This metal grille has a lotus pattern that is said to be acoustically transparent. You'll find it in Morel's new Sopran tower ($12,000/pair) and Octave 6 ($6500/pair for the tower, $3500/pair for the monitor).
One definition of high end is a product that caters to a high end clientele. That sent Meridian in search of "a speaker that doesn't look like a speaker." The result is the charmingly cone-shaped M6. In the tradition of a company that pioneered powered speakers before they became fashionable, it juices each woofer with 350 watts and each full-range driver (not tweeter) with another 125. Yet its wide off-axis response demonstrates good social skills. Shipping in late February for $9000/pair. Also at the Meridian booth was the second Sooloos iPad app, which takes a slicker and more graphic (that is, less text-based) approach than the original.
MK's M7 speaker is the first—anyone's, not just MK's—to receive THX Compact Speaker certification. That means it produces sound pressure levels of up to 105dB in rooms up to 1000 feet and at distances of up to eight feet. Price $1000/pair. MK also showed a few prototypes including the MP9 three-channel soundbar, available in white or black gloss for $1000, and an in-wall sub with dual eight-inch drivers in an aluminum-steel enclosure with 400-watt hybrid amp. Look for both in June or July.
The coolest trick at CES was Summit Semiconductor's WiSA (Wireless Speaker & Audio) technology and the way it could literally move the sweet spot from the usual front-and-center position off to the side or to the back of the room. It was uncanny. WiSA spreads uncompressed high-res signals wirelessly among powered speakers. You're looking at the power/receiver board that makes it work. WiSA will surface first in Aperion products. The loudspeaker industry would be crazy not to jump on this, especially since it can be built into speaker systems selling for less than $1000.
Aerial Acoustics has long been known for great-sounding speakers but not, until now, for those with high sensitivity or efficiency ratings. The Model 7 changes that with an efficiency rating of 89dB, something that can run off a decent receiver with, say, 50 watts per channel. Price $9850/pair.
As Dynaudio's first wireless speaker, the Xeo stays right up to date with a significant CES 2012 trend. Getting that capability with the usual sweet Dynaudio sound will cost you $4500/pair for the floorstander or $2300/pair for the stand-mount. However, if you add additional pairs, you can reduce those speaker prices by the $350 cost of the transmitter/receiver kit. The signal is uncompressed, naturally.
The new McIntosh MX121 pre-pro is, at $6000, half the price of its predecessor. And it's got AirPlay!—along with the updated HDMI connectivity and video versatility you'd expect. McIntosh also did a very impressive two-channel demo featuring its XR100 floorstanding speaker, a four-way design featuring a super-tweeter, two mid-tweeters, eight midranges, and four woofers for a mere $10,000/pair. Build quality is over the top: the tweeters have the kind of voice coils you'd expect to see mated with a 10-inch woofer. Surging strings were detailed in an almost three-dimensional sense. If you think McIntosh is just another pretty fascia, you should hear these speakers. Also shown was the Anniversary 275 stereo tube amp, so called because only 275 will be made.
The new Revel Performa 3 speaker line nestles snugly in the middle niche between the higher-end Ultima and more affordable Concerto. Ten models (shown here in prototype form) will include two monitors, three towers, two centers, surround, and two subs. Most will ship this summer except for one tower and one sub, due in fall. Enclosures now have curved sides. The floorstanders have rounded backs while the monitors have straight backs. New driver arrays and waveguides make things even more interesting. By the way, one of the most satisfying demos we've heard at CES so far was the Revel W780 in-wall speaker. For $600/each you get strong bass extension and a midrange that's kind to vocalists.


Work out how many lines in the entries below include the word "upper". Give nothing but the number.
══════
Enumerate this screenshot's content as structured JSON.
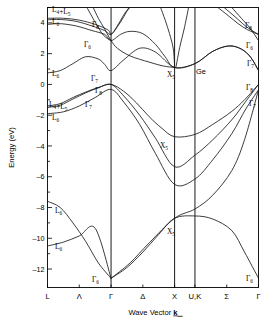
{
  "figure": {
    "material_label": "Ge",
    "y_axis_title": "Energy (eV)",
    "x_axis_title_pre": "Wave Vector ",
    "x_axis_title_sym": "k"
  },
  "chart_data": {
    "type": "line",
    "title": "Ge",
    "xlabel": "Wave Vector k",
    "ylabel": "Energy (eV)",
    "ylim": [
      -13.2,
      5.0
    ],
    "grid": false,
    "legend": "none",
    "x_tick_labels": [
      "L",
      "Λ",
      "Γ",
      "Δ",
      "X",
      "U,K",
      "Σ",
      "Γ"
    ],
    "x_tick_positions": [
      0.0,
      0.5,
      1.0,
      1.5,
      2.0,
      2.32,
      2.82,
      3.32
    ],
    "y_ticks_major": [
      4,
      2,
      0,
      -2,
      -4,
      -6,
      -8,
      -10,
      -12
    ],
    "y_ticks_minor": [
      5,
      3,
      1,
      -1,
      -3,
      -5,
      -7,
      -9,
      -11
    ],
    "symmetry_lines": [
      "Γ",
      "X",
      "U,K"
    ],
    "annotations": [
      {
        "text": "L₄+L₅",
        "energy": 4.2,
        "point": "L"
      },
      {
        "text": "L₆",
        "energy": 3.9,
        "point": "L"
      },
      {
        "text": "L₆",
        "energy": 0.75,
        "point": "L"
      },
      {
        "text": "L₄+L₅",
        "energy": -1.4,
        "point": "L"
      },
      {
        "text": "L₆",
        "energy": -1.85,
        "point": "L"
      },
      {
        "text": "L₆",
        "energy": -7.6,
        "point": "L"
      },
      {
        "text": "L₆",
        "energy": -10.5,
        "point": "L"
      },
      {
        "text": "Γ₈",
        "energy": 3.25,
        "point": "Γ"
      },
      {
        "text": "Γ₆",
        "energy": 2.85,
        "point": "Γ"
      },
      {
        "text": "Γ₇",
        "energy": 0.9,
        "point": "Γ"
      },
      {
        "text": "Γ₈",
        "energy": 0.0,
        "point": "Γ"
      },
      {
        "text": "Γ₇",
        "energy": -0.3,
        "point": "Γ"
      },
      {
        "text": "Γ₆",
        "energy": -12.6,
        "point": "Γ"
      },
      {
        "text": "X₅",
        "energy": 1.1,
        "point": "X"
      },
      {
        "text": "X₅",
        "energy": -3.4,
        "point": "X"
      },
      {
        "text": "X₅",
        "energy": -8.7,
        "point": "X"
      },
      {
        "text": "Γ₈",
        "energy": 3.25,
        "point": "Γ-right"
      },
      {
        "text": "Γ₆",
        "energy": 2.85,
        "point": "Γ-right"
      },
      {
        "text": "Γ₇",
        "energy": 0.9,
        "point": "Γ-right"
      },
      {
        "text": "Γ₈",
        "energy": 0.0,
        "point": "Γ-right"
      },
      {
        "text": "Γ₇",
        "energy": -0.3,
        "point": "Γ-right"
      },
      {
        "text": "Γ₆",
        "energy": -12.6,
        "point": "Γ-right"
      }
    ],
    "series": [
      {
        "name": "valence-band-1-heavy-hole",
        "points": [
          [
            0.0,
            -1.4
          ],
          [
            0.2,
            -1.25
          ],
          [
            0.4,
            -0.85
          ],
          [
            0.6,
            -0.5
          ],
          [
            0.8,
            -0.2
          ],
          [
            1.0,
            0.0
          ],
          [
            1.2,
            -0.45
          ],
          [
            1.4,
            -1.2
          ],
          [
            1.6,
            -2.1
          ],
          [
            1.8,
            -2.85
          ],
          [
            2.0,
            -3.4
          ],
          [
            2.32,
            -3.25
          ],
          [
            2.6,
            -2.6
          ],
          [
            2.9,
            -1.75
          ],
          [
            3.1,
            -1.0
          ],
          [
            3.32,
            0.0
          ]
        ]
      },
      {
        "name": "valence-band-2-light-hole",
        "points": [
          [
            0.0,
            -1.5
          ],
          [
            0.2,
            -1.35
          ],
          [
            0.4,
            -0.95
          ],
          [
            0.6,
            -0.55
          ],
          [
            0.8,
            -0.22
          ],
          [
            1.0,
            0.0
          ],
          [
            1.2,
            -0.75
          ],
          [
            1.45,
            -2.0
          ],
          [
            1.7,
            -3.5
          ],
          [
            2.0,
            -5.35
          ],
          [
            2.32,
            -4.6
          ],
          [
            2.6,
            -3.6
          ],
          [
            2.9,
            -2.3
          ],
          [
            3.12,
            -1.1
          ],
          [
            3.32,
            0.0
          ]
        ]
      },
      {
        "name": "valence-band-3-split-off",
        "points": [
          [
            0.0,
            -1.9
          ],
          [
            0.25,
            -1.78
          ],
          [
            0.5,
            -1.4
          ],
          [
            0.75,
            -0.85
          ],
          [
            1.0,
            -0.32
          ],
          [
            1.2,
            -1.15
          ],
          [
            1.45,
            -2.6
          ],
          [
            1.7,
            -4.5
          ],
          [
            2.0,
            -6.5
          ],
          [
            2.32,
            -6.15
          ],
          [
            2.6,
            -4.9
          ],
          [
            2.9,
            -3.2
          ],
          [
            3.12,
            -1.6
          ],
          [
            3.32,
            -0.35
          ]
        ]
      },
      {
        "name": "valence-band-4-lower-L",
        "points": [
          [
            0.0,
            -7.6
          ],
          [
            0.2,
            -8.0
          ],
          [
            0.4,
            -9.0
          ],
          [
            0.6,
            -10.2
          ],
          [
            0.8,
            -11.6
          ],
          [
            1.0,
            -12.6
          ]
        ]
      },
      {
        "name": "valence-band-4-lower-right",
        "points": [
          [
            1.0,
            -12.6
          ],
          [
            1.25,
            -11.9
          ],
          [
            1.5,
            -10.9
          ],
          [
            1.75,
            -9.75
          ],
          [
            2.0,
            -8.7
          ],
          [
            2.32,
            -8.55
          ],
          [
            2.6,
            -8.75
          ],
          [
            2.9,
            -9.5
          ],
          [
            3.1,
            -10.9
          ],
          [
            3.32,
            -12.6
          ]
        ]
      },
      {
        "name": "valence-band-5-x5-upper",
        "points": [
          [
            0.0,
            -10.5
          ],
          [
            0.25,
            -10.25
          ],
          [
            0.5,
            -9.85
          ],
          [
            0.75,
            -9.35
          ],
          [
            1.0,
            -12.6
          ]
        ]
      },
      {
        "name": "valence-band-5-x5-branch",
        "points": [
          [
            1.0,
            -12.6
          ],
          [
            1.3,
            -11.6
          ],
          [
            1.6,
            -10.3
          ],
          [
            2.0,
            -8.7
          ],
          [
            2.32,
            -8.1
          ],
          [
            2.6,
            -7.2
          ],
          [
            2.9,
            -5.6
          ],
          [
            3.1,
            -3.6
          ],
          [
            3.32,
            -0.35
          ]
        ]
      },
      {
        "name": "conduction-band-1-L6-lowest",
        "points": [
          [
            0.0,
            0.75
          ],
          [
            0.2,
            0.9
          ],
          [
            0.4,
            1.35
          ],
          [
            0.6,
            1.8
          ],
          [
            0.8,
            1.65
          ],
          [
            0.9,
            1.3
          ],
          [
            1.0,
            0.9
          ],
          [
            1.2,
            1.6
          ],
          [
            1.45,
            2.35
          ],
          [
            1.7,
            2.1
          ],
          [
            2.0,
            1.1
          ],
          [
            2.32,
            1.35
          ],
          [
            2.6,
            2.15
          ],
          [
            2.85,
            2.5
          ],
          [
            3.05,
            2.3
          ],
          [
            3.2,
            1.75
          ],
          [
            3.32,
            0.9
          ]
        ]
      },
      {
        "name": "conduction-band-2",
        "points": [
          [
            0.0,
            3.9
          ],
          [
            0.2,
            3.95
          ],
          [
            0.45,
            3.8
          ],
          [
            0.7,
            3.5
          ],
          [
            0.9,
            3.25
          ],
          [
            1.0,
            2.85
          ],
          [
            1.15,
            3.25
          ],
          [
            1.3,
            3.45
          ],
          [
            1.5,
            3.3
          ],
          [
            1.7,
            2.6
          ],
          [
            1.85,
            1.8
          ],
          [
            2.0,
            1.1
          ],
          [
            2.32,
            1.35
          ],
          [
            2.6,
            2.15
          ],
          [
            2.85,
            2.5
          ],
          [
            3.05,
            2.3
          ],
          [
            3.2,
            1.75
          ],
          [
            3.32,
            0.9
          ]
        ]
      },
      {
        "name": "conduction-band-3-upper",
        "points": [
          [
            0.0,
            4.2
          ],
          [
            0.2,
            4.22
          ],
          [
            0.45,
            4.1
          ],
          [
            0.7,
            3.8
          ],
          [
            0.9,
            3.5
          ],
          [
            1.0,
            3.25
          ],
          [
            1.12,
            3.95
          ],
          [
            1.22,
            4.65
          ],
          [
            1.3,
            5.0
          ]
        ]
      },
      {
        "name": "conduction-band-4-upper",
        "points": [
          [
            0.0,
            4.3
          ],
          [
            0.25,
            4.3
          ],
          [
            0.5,
            4.18
          ],
          [
            0.75,
            3.9
          ],
          [
            0.95,
            3.55
          ],
          [
            1.0,
            3.25
          ],
          [
            1.1,
            3.75
          ],
          [
            1.2,
            4.4
          ],
          [
            1.28,
            5.0
          ]
        ]
      },
      {
        "name": "conduction-band-5-steep-gamma",
        "points": [
          [
            0.72,
            5.0
          ],
          [
            0.8,
            4.3
          ],
          [
            0.9,
            3.6
          ],
          [
            1.0,
            2.85
          ],
          [
            1.1,
            2.35
          ],
          [
            1.3,
            1.85
          ],
          [
            1.6,
            1.45
          ],
          [
            1.82,
            1.2
          ],
          [
            2.0,
            1.1
          ]
        ]
      },
      {
        "name": "conduction-band-6-steep-left",
        "points": [
          [
            0.62,
            5.0
          ],
          [
            0.75,
            4.05
          ],
          [
            0.88,
            3.2
          ],
          [
            1.0,
            2.85
          ]
        ]
      },
      {
        "name": "conduction-band-7-x-rise",
        "points": [
          [
            1.78,
            5.0
          ],
          [
            1.85,
            4.2
          ],
          [
            1.92,
            3.3
          ],
          [
            1.98,
            2.3
          ],
          [
            2.0,
            1.1
          ]
        ]
      },
      {
        "name": "conduction-band-8-x-rise2",
        "points": [
          [
            2.02,
            1.1
          ],
          [
            2.08,
            2.4
          ],
          [
            2.15,
            3.6
          ],
          [
            2.22,
            5.0
          ]
        ]
      },
      {
        "name": "conduction-band-9-right-gamma",
        "points": [
          [
            2.68,
            5.0
          ],
          [
            2.85,
            4.45
          ],
          [
            3.0,
            3.95
          ],
          [
            3.15,
            3.55
          ],
          [
            3.32,
            3.25
          ]
        ]
      },
      {
        "name": "conduction-band-10-right-gamma2",
        "points": [
          [
            2.78,
            5.0
          ],
          [
            2.95,
            4.4
          ],
          [
            3.1,
            3.85
          ],
          [
            3.22,
            3.5
          ],
          [
            3.32,
            3.25
          ]
        ]
      },
      {
        "name": "conduction-band-11-right-gamma3",
        "points": [
          [
            2.9,
            5.0
          ],
          [
            3.05,
            4.3
          ],
          [
            3.18,
            3.7
          ],
          [
            3.32,
            2.85
          ]
        ]
      }
    ]
  }
}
══════
— Exercise response —
3